Wednesday, February 18, 2009

The Song of Hiawatha


Today Tammy and I are looking at poems.

I've been thinking about "Hiawatha" by Henry Wadsworth Longfellow on and off for a while. My dad had to memorize some part of it in school, and I remember his quoting this stanza to us when we were kids:

By the shores of Gitche Gumee,
By the shining Big-Sea-Water,
Stood the wigwam of Nokomis,
Daughter of the Moon, Nokomis.
Dark behind it rose the forest,
Rose the black and gloomy pine-trees,
Rose the firs with cones upon them;
Bright before it beat the water,
Beat the clear and sunny water,
Beat the shining Big-Sea-Water.


Little did I know, this poem is something like 200 pages long! I would like to read the whole thing sometime. I began reading the first few pages and even when not heard aloud, I can feel how hypnotic it is. Here's a link to the the whole shebang:

From an Editor's Preface by Wallace Rice:

"HIAWATHA," rightly regarded as Henry Wadsworth Longfellow's greatest, most characteristic, and most original poem, has for Americans the marked merit of being entirely concerned with tales of the aboriginal inhabitants of the North American continent. It is, from beginning to end, a metrical version of legends originating with the Algonquin family of Indians, of which the Ojibways or Chippewas were the most prominent tribe. Yet Hiawatha himself was not of this family, but was an authentic historical person, neither a myth nor a demigod, who was a great chief among the Onondagas in the fifteenth century, not only the framer of a code of laws by which they were long bound but also the successful negotiator of the remarkable treaty by which the Five Nations, afterwards the Six Nations, were confederated; best known to us as the Iroquois.

...

"Hiawatha" was begun on June 25, 1854, and its 5,314 lines were concluded March 29, 1855; nine months later. Its meter, derived from that of the great Finnish epic, the Kalevala, consists of eight-syllabled lines, with stresses falling on the first, third, fifth and seventh syllables. Octosyllabic verse, whether trochaic, as here, or iambic, as in Scott's "Lays of the Last Minstrel," is by far the easiest of all measures to write; and the fact that "Hiawatha" is unrhymed made the American's task greatly easier than that of the Scotchman....

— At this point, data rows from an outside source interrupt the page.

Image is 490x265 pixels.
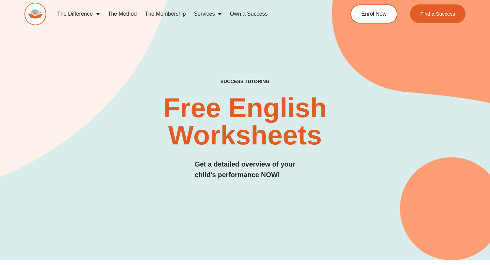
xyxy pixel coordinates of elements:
a: Enrol Now [351,4,398,23]
h4: SUCCESS TUTORING​ [180,79,311,84]
span: Find a Success [421,11,456,16]
a: Find a Success [410,4,466,23]
a: The Membership [141,6,190,22]
span: Enrol Now [362,11,387,17]
a: Own a Success [226,6,272,22]
h3: Get a detailed overview of your child's performance NOW! [195,159,296,180]
a: The Method [104,6,141,22]
a: Services [190,6,226,22]
a: The Difference [53,6,104,22]
nav: Menu [53,6,326,22]
h2: Free English Worksheets​ [99,94,391,149]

Yet there can be no doubt of the suitability of the measure to the subject matter here, as in the Kalevala. It is just the sing-song that would be used by a teller of tales about the campfire, with each verse about the duration of a breath, lacking in rhyme so that little particularity in memorization is demanded of the narrator, repetitive so that he can go back from time to time and collect his thoughts, and so easy of composition that a line may be made up on the spot to replace one lost to the mind. It would be no serious task to anybody to he compelled to speak in these octosyllabics for a day, or even a week, as a slight test will prove.

It is an excellent rule in literary composition to use the commonplace as the vehicle for the conveyance of unusual thoughts and a foreign atmosphere. In this, Longfellow's instinct was far surer than that of the critics who considered his work adversely at the time of its publication, on November 10, 1855. The mere fact that "Hiawatha" was so readily memorized-and that lapses in memory could be so easily covered up-brought it into a favor which it could never have attained were it rhymed, or were its measure that of English heroic verse. Its fluent vehicle bore successfully the burden of the feelings, the habits, the ideas of the American savage, all strange and exotic to English ears. It has done more than all the writings in the world combined to give the Caucasian mind an understanding of and sympathy with that of the North American Indian.